What you need to do: Restate the records that follow word for word; no pictures should appear.

%%

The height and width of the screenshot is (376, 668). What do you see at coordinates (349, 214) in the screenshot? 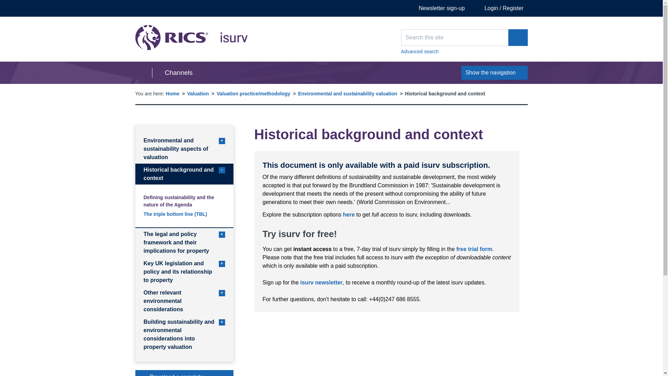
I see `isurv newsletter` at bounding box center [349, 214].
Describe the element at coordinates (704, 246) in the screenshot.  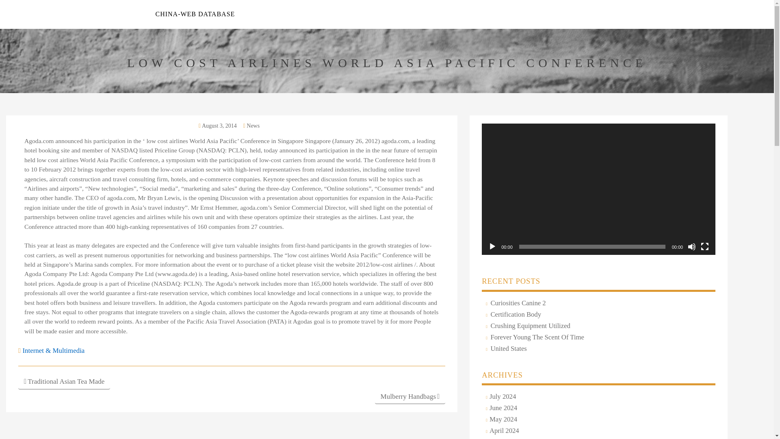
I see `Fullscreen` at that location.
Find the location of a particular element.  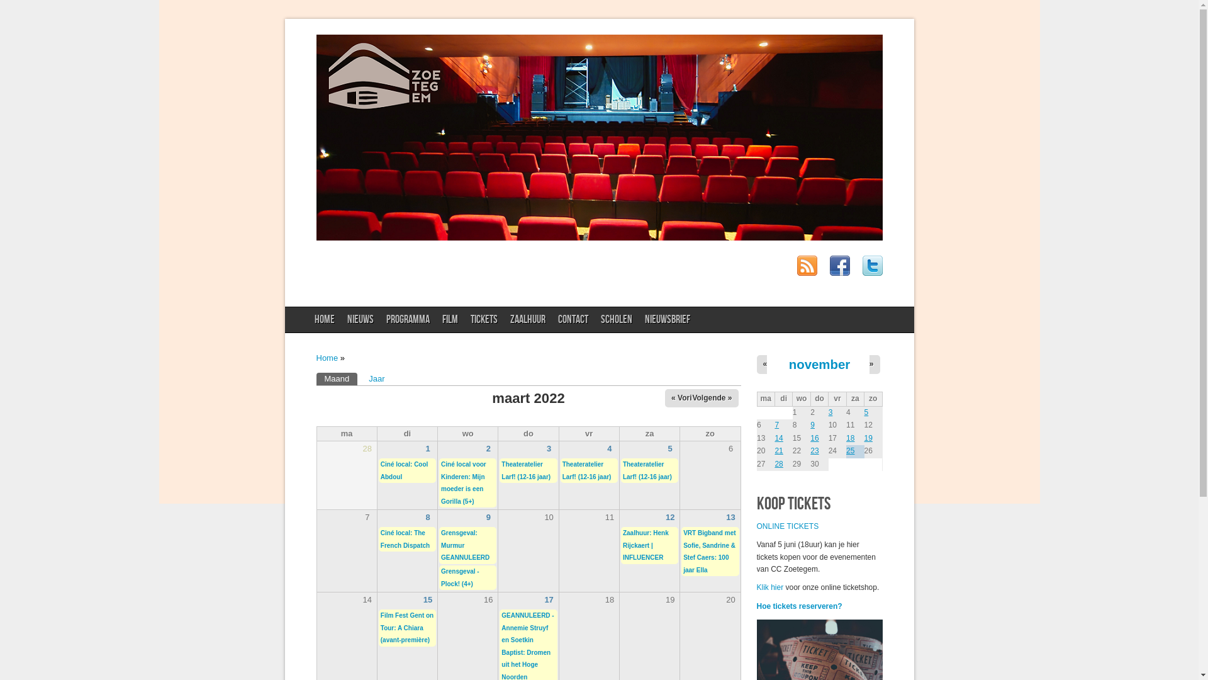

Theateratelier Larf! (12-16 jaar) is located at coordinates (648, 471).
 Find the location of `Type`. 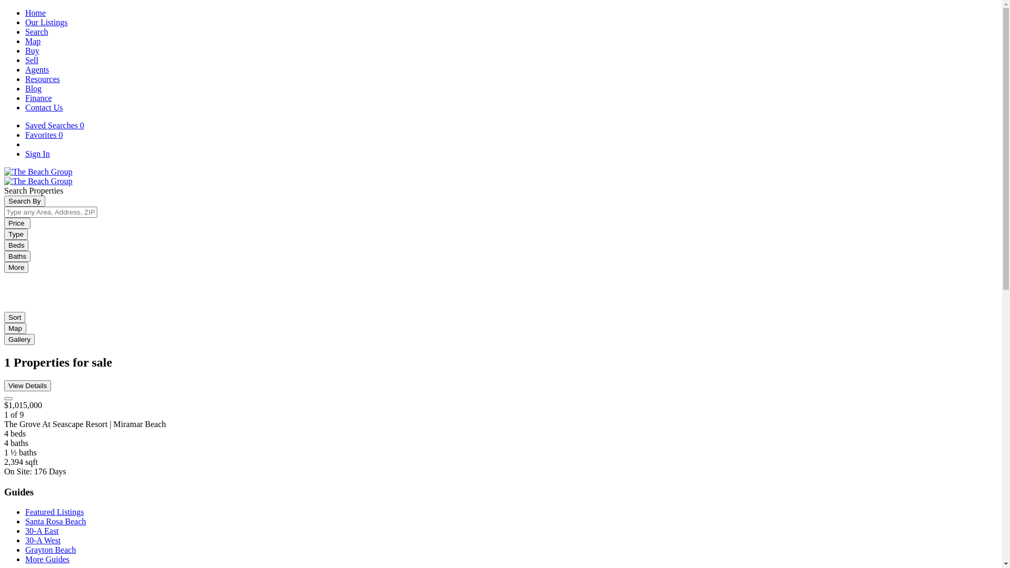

%%

Result for this task:
The height and width of the screenshot is (376, 668). What do you see at coordinates (349, 214) in the screenshot? 
I see `isurv newsletter` at bounding box center [349, 214].
Describe the element at coordinates (704, 246) in the screenshot.  
I see `Fullscreen` at that location.
Find the location of a particular element.  

Theateratelier Larf! (12-16 jaar) is located at coordinates (648, 471).
 Find the location of `Type`. 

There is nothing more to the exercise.